The Carians.—The language of the Carians and the Caunians was the same; since Herodotus writes—The Caunian nation has either adapted itself to the Carian tongue, or the Carian to Caunian.
2. On the other hand, the worship of the national Eponymus was different. The Lydians and Mysians share in the worship of the Carian Jove. These do so. As many, however, of different nations (ἔθνος) as have become identical in language with the Carians do not do so.
And here comes a difficulty—one part of the facts connects, the other disconnects the Carians from the Lycians. The language goes one way, the customs another.
But this is not the only complication introduced by the Carian family. The whole question of their origin is difficult, and that of their affinities is equally so. It was from the islands to the continent, rather than from the continent to the islands, that the Carians spread themselves; and they did this as subjects of Minos, and under the name of Leleges. As long as the system of Minos lasted, these Carian Leleges paid no tribute; but furnished, when occasion required, ships and sailors instead. And this they did effectually, inasmuch as the Carian was one of the most powerful nations of its day, and, besides that, ingenious in warlike contrivances. Of such contrivances three were adopted by the Greeks, and recognised as the original invention of the Carians. The first of these was the crest for the helmet; the second, the device for the shield; the third, the handle for the shield. Before the Carians introduced this last improvement, the fighting-man hung his buckler by a leathern thong, either on his neck or his left shoulder. Such was the first stage in the history of Carian Leleges, who were insular rather than continental, and Lelegian rather than Carian. It lasted for many years after the death of Minos; but ended in their being wholly ejected from the islands, and exclusively limited to the continent, by the Dorians and Ionians of Greece.
This would connect the—
- 1. Carians with the aboriginal islanders of the Ægean—these being Leleges.
- 2. Also with the Caunians.
- 3. Also with the Lycians. Unfortunately, the evidence is not unqualified. It is complicated by—
The native tradition.—The Carian race is not insular, but aboriginal to the continent; bearing from the earliest times the name it bears at the present time. As a proof of this, the worship of the Carian Jupiter is common to two other, unequivocally continental nations—the Lydians and the Mysians. All three have a share in a temple at Mylasa, and each of the three is descended from one of three brothers—Car, Lydus, or [Mysus]—the respective eponymi of Caria, Lydia, and Mysia.
All this is not written for the sake of any inference; but to illustrate the difficulties of the subject. A new series of facts must now be added—or rather two new ones.
- 1. There are special statements in the classics that the Phrygian, Armenian, and Thracian languages were the same.
- 2. One of the three languages of the arrow-headed inscriptions has yet to be identified with any existing tongue.
The reader is in possession of a fair amount of complications. They can easily be increased.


Please copy out every line of the listing below in which the word "panel" appears.
•••
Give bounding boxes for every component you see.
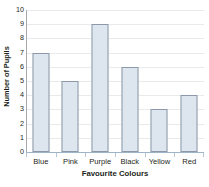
y-axis-tick-label: 1 — [20, 134, 24, 142]
y-axis-tick-label: 6 — [20, 63, 24, 71]
y-axis-tick-label: 2 — [20, 120, 24, 128]
y-axis-tick-label: 3 — [20, 105, 24, 113]
y-axis-tick-label: 8 — [20, 34, 24, 42]
bar[interactable] — [32, 53, 49, 152]
bar-slot — [56, 10, 86, 152]
x-axis-tick-label: Blue — [33, 157, 48, 166]
y-axis-tick-label: 4 — [20, 91, 24, 99]
bar[interactable] — [181, 95, 198, 152]
y-axis-tick-label: 7 — [20, 49, 24, 57]
bar-slot — [26, 10, 56, 152]
bar[interactable] — [151, 109, 168, 152]
y-axis-tick-label: 10 — [16, 6, 24, 14]
x-axis-tick-label: Black — [121, 157, 140, 166]
y-axis-tick-labels: 012345678910 — [12, 6, 25, 152]
x-axis-tick-label: Purple — [89, 157, 111, 166]
bars-layer — [26, 10, 204, 152]
bar-chart: Number of Pupils 012345678910 BluePinkPu… — [0, 0, 209, 187]
bar[interactable] — [62, 81, 79, 152]
bar-slot — [85, 10, 115, 152]
x-axis-title: Favourite Colours — [26, 169, 204, 178]
y-axis-title-text: Number of Pupils — [2, 46, 11, 106]
bar-slot — [174, 10, 204, 152]
y-axis-tick-label: 0 — [20, 148, 24, 156]
plot-area — [26, 10, 204, 152]
x-axis-tick-labels: BluePinkPurpleBlackYellowRed — [26, 157, 204, 169]
bar-slot — [145, 10, 175, 152]
y-axis-tick-label: 9 — [20, 20, 24, 28]
bar-slot — [115, 10, 145, 152]
bar[interactable] — [92, 24, 109, 152]
x-axis-tick-label: Pink — [63, 157, 78, 166]
x-axis-tick-label: Red — [182, 157, 196, 166]
y-axis-title: Number of Pupils — [0, 0, 12, 152]
x-axis-tick-label: Yellow — [149, 157, 171, 166]
bar[interactable] — [121, 67, 138, 152]
y-axis-tick-label: 5 — [20, 77, 24, 85]
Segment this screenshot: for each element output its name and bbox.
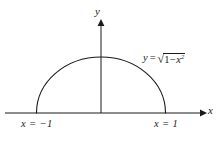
equation-equals-sign: = — [148, 53, 158, 64]
x-axis-arrowhead-icon — [200, 110, 207, 117]
left-intercept-label: x = −1 — [21, 119, 53, 130]
radical-expression: √ 1−x2 — [158, 53, 186, 65]
semicircle-figure: y x x = −1 x = 1 y = √ 1−x2 — [0, 0, 221, 149]
x-axis-label: x — [208, 105, 213, 116]
radicand-exponent: 2 — [181, 52, 184, 59]
equation-label: y = √ 1−x2 — [143, 53, 185, 65]
y-axis-label: y — [95, 6, 100, 17]
y-axis-arrowhead-icon — [98, 19, 105, 26]
right-intercept-label: x = 1 — [154, 119, 178, 130]
equation-row: y = √ 1−x2 — [143, 53, 185, 65]
radicand: 1−x2 — [163, 53, 185, 65]
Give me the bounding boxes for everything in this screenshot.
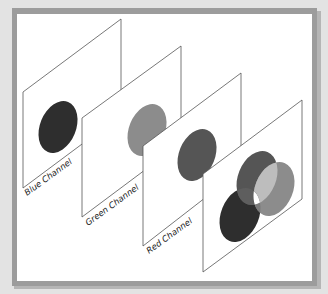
channel-diagram: Blue Channel Green Channel Red Channel — [0, 0, 328, 294]
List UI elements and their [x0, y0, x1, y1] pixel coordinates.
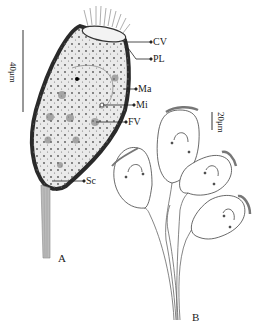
scale-bar-a-label: 40μm	[8, 62, 18, 83]
label-ma: Ma	[138, 84, 151, 94]
panel-label-b: B	[192, 312, 199, 322]
panel-label-a: A	[58, 253, 66, 263]
label-pl: PL	[153, 54, 165, 64]
scale-bar-b-label: 20μm	[216, 112, 226, 133]
label-sc: Sc	[86, 176, 96, 186]
label-cv: CV	[153, 37, 167, 47]
colony-b	[112, 107, 250, 320]
figure-illustration	[0, 0, 263, 328]
stalk-a	[41, 185, 50, 258]
label-fv: FV	[128, 117, 141, 127]
label-mi: Mi	[136, 100, 148, 110]
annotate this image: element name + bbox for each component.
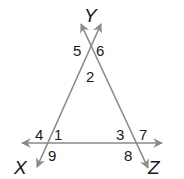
vertex-label-y: Y <box>84 5 98 26</box>
vertex-label-x: X <box>13 157 28 178</box>
angle-label-8: 8 <box>124 147 132 164</box>
vertex-label-z: Z <box>147 157 161 178</box>
angle-label-5: 5 <box>73 42 81 59</box>
diagram-lines: Y X Z 1 2 3 4 5 6 7 8 9 <box>0 0 184 179</box>
angle-label-7: 7 <box>139 126 147 143</box>
line-zy <box>81 24 148 168</box>
angle-label-6: 6 <box>96 42 104 59</box>
triangle-diagram: Y X Z 1 2 3 4 5 6 7 8 9 <box>0 0 184 179</box>
angle-label-9: 9 <box>48 147 56 164</box>
angle-label-2: 2 <box>86 68 94 85</box>
angle-label-1: 1 <box>54 126 62 143</box>
angle-label-4: 4 <box>35 126 43 143</box>
angle-label-3: 3 <box>116 126 124 143</box>
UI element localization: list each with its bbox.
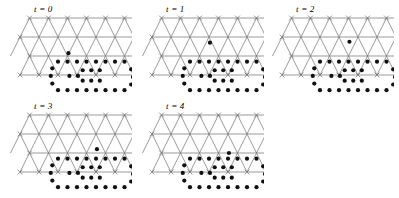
lattice-dot	[230, 68, 234, 72]
lattice-dot	[188, 88, 192, 92]
lattice-dot	[337, 88, 341, 92]
lattice-dot	[122, 157, 126, 161]
lattice-dot	[50, 81, 54, 85]
lattice-dot	[261, 82, 264, 86]
lattice-dot	[67, 171, 71, 175]
lattice-dot	[181, 171, 185, 175]
lattice-dot	[84, 88, 88, 92]
lattice-dot	[56, 88, 60, 92]
lattice-dot	[89, 68, 93, 72]
lattice-dot	[181, 74, 185, 78]
panel-t1: t = 1	[138, 4, 264, 96]
lattice-dot	[216, 60, 220, 64]
lattice-dot	[65, 185, 69, 189]
lattice-dot	[337, 60, 341, 64]
lattice-dot	[75, 157, 79, 161]
lattice-dot	[230, 79, 234, 83]
lattice-dot	[207, 157, 211, 161]
lattice-dot	[122, 185, 126, 189]
lattice-dot	[375, 60, 379, 64]
lattice-dot	[131, 75, 132, 79]
lattice-dot	[346, 60, 350, 64]
lattice-dot	[98, 165, 102, 169]
lattice-dot	[89, 79, 93, 83]
lattice-dot	[318, 60, 322, 64]
lattice-dot	[98, 79, 102, 83]
lattice-dot	[49, 74, 53, 78]
lattice-dot	[343, 68, 347, 72]
lattice-dot	[207, 185, 211, 189]
lattice-dot	[103, 88, 107, 92]
lattice-dot	[182, 81, 186, 85]
lattice-dot	[213, 165, 217, 169]
lattice-dot	[188, 157, 192, 161]
lattice-dot	[207, 88, 211, 92]
lattice-dot	[312, 66, 316, 70]
lattice-dot	[199, 171, 203, 175]
lattice-dot	[197, 185, 201, 189]
lattice-dot	[360, 79, 364, 83]
lattice-dot	[356, 60, 360, 64]
lattice-dot	[226, 88, 230, 92]
lattice-dot	[327, 60, 331, 64]
lattice-dot	[182, 178, 186, 182]
lattice-dot	[81, 165, 85, 169]
free-dot	[66, 51, 70, 55]
lattice-dot	[75, 185, 79, 189]
particle-dots	[6, 109, 132, 193]
lattice-dot	[188, 185, 192, 189]
lattice-dot	[235, 60, 239, 64]
lattice-dot	[391, 82, 394, 86]
particle-dots	[138, 12, 264, 96]
lattice-dot	[84, 185, 88, 189]
lattice-dot	[89, 165, 93, 169]
lattice-dot	[49, 171, 53, 175]
lattice-dot	[311, 74, 315, 78]
lattice-dot	[94, 88, 98, 92]
lattice-dot	[365, 88, 369, 92]
lattice-dot	[113, 185, 117, 189]
lattice-dot	[318, 88, 322, 92]
lattice-dot	[84, 60, 88, 64]
lattice-dot	[65, 88, 69, 92]
lattice-dot	[56, 185, 60, 189]
lattice-dot	[263, 75, 264, 79]
lattice-dot	[197, 157, 201, 161]
lattice-dot	[226, 60, 230, 64]
lattice-dot	[351, 68, 355, 72]
particle-dots	[268, 12, 394, 96]
lattice-dot	[50, 178, 54, 182]
lattice-dot	[94, 185, 98, 189]
lattice-dot	[235, 185, 239, 189]
lattice-figure: t = 0t = 1t = 2t = 3t = 4	[0, 0, 399, 198]
particle-dots	[138, 109, 264, 193]
lattice-dot	[230, 176, 234, 180]
free-dot	[208, 41, 212, 45]
lattice-dot	[343, 79, 347, 83]
lattice-dot	[113, 88, 117, 92]
panel-t4: t = 4	[138, 101, 264, 193]
free-dot	[227, 151, 231, 155]
lattice-dot	[199, 74, 203, 78]
lattice-dot	[50, 66, 54, 70]
lattice-dot	[56, 60, 60, 64]
lattice-dot	[213, 176, 217, 180]
lattice-dot	[67, 74, 71, 78]
lattice-dot	[338, 74, 342, 78]
lattice-dot	[245, 88, 249, 92]
lattice-dot	[98, 176, 102, 180]
lattice-dot	[261, 67, 264, 71]
lattice-dot	[129, 164, 132, 168]
free-dot	[95, 147, 99, 151]
lattice-dot	[261, 164, 264, 168]
lattice-dot	[76, 171, 80, 175]
lattice-dot	[129, 179, 132, 183]
lattice-dot	[261, 179, 264, 183]
lattice-dot	[384, 88, 388, 92]
lattice-dot	[213, 68, 217, 72]
lattice-dot	[254, 60, 258, 64]
lattice-dot	[230, 165, 234, 169]
lattice-dot	[81, 79, 85, 83]
particle-dots	[6, 12, 132, 96]
lattice-dot	[351, 79, 355, 83]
•••
[Solution to the problem]
panel-label-b: B	[192, 312, 199, 322]
panel-label-a: A	[58, 253, 66, 263]
panel-t1: t = 1	[138, 4, 264, 96]
panel-t4: t = 4	[138, 101, 264, 193]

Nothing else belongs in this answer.